After 1721 our lands became the border ground between the two great rival colonies of France. French letters said the Arrowsmith siege was "fought well within the Louisiana Colony," meaning the ground was under the jurisdiction of the Vincennes and Fort Chartres posts. The Wea Indian Fort, where La Fayette, Indiana, now stands, was assigned to the Canadian colony, as were the earlier Starved Rock and Peoria posts.
Thirty-two months after the treaty of Paris was ratified, the French pulled down their colors at Fort Chartres on October 10, 1765, and the British ran up theirs.
The Long Knives under George Rogers Clark ended the British occupancy in July, 1778 by capturing Kaskaskia, and followed that up with a terrible overland march during the February thaw of 1779, capturing Vincennes and General Hamilton with it. Patrick Henry, Governor of the Colony of Virginia, had thus performed a vital service in the Revolution in sending a determined young officer to claim the vast midwest for Virginia. It ended for good the claims of the British, the French and the Spaniards to any lands east of the mighty Mississippi. It also ended the claims of certain land companies who had "purchased" almost all of Illinois from the Indians for a few hundred dollars worth of goods, and who had been quite persistent in trying to make their titles good.

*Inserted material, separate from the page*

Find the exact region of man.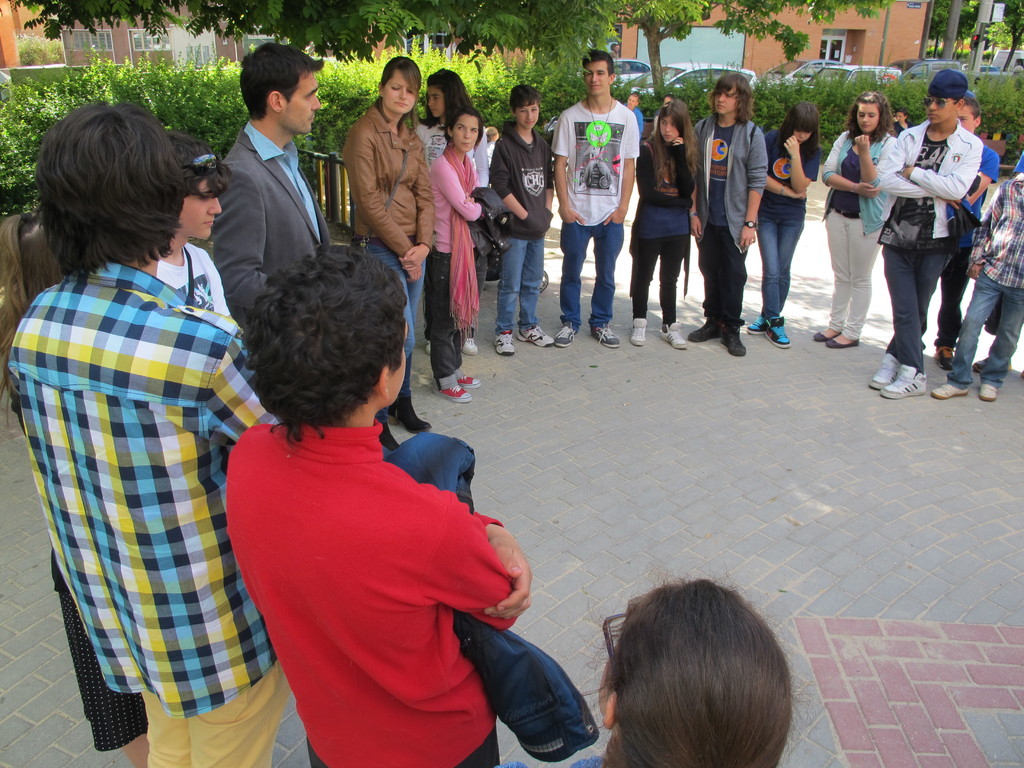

One expedition marched over Woodford County soil in the Revolution. While Clark was making his march on Kaskaskia, Paulette Meillet, credited with founding Peoria, took some 300 Indians and Frenchmen from his little village and crossed the river to march eastward and successfully attack Fort St. Joseph in lower Michigan, avenging Brady's defeat. It was on this arduous march over the prairie that Meillet cruelly tomahawked a fellow Frenchman named Amlin, only because Amlin had fallen ill, and the commander would not be handicapped with a soldier who could not march.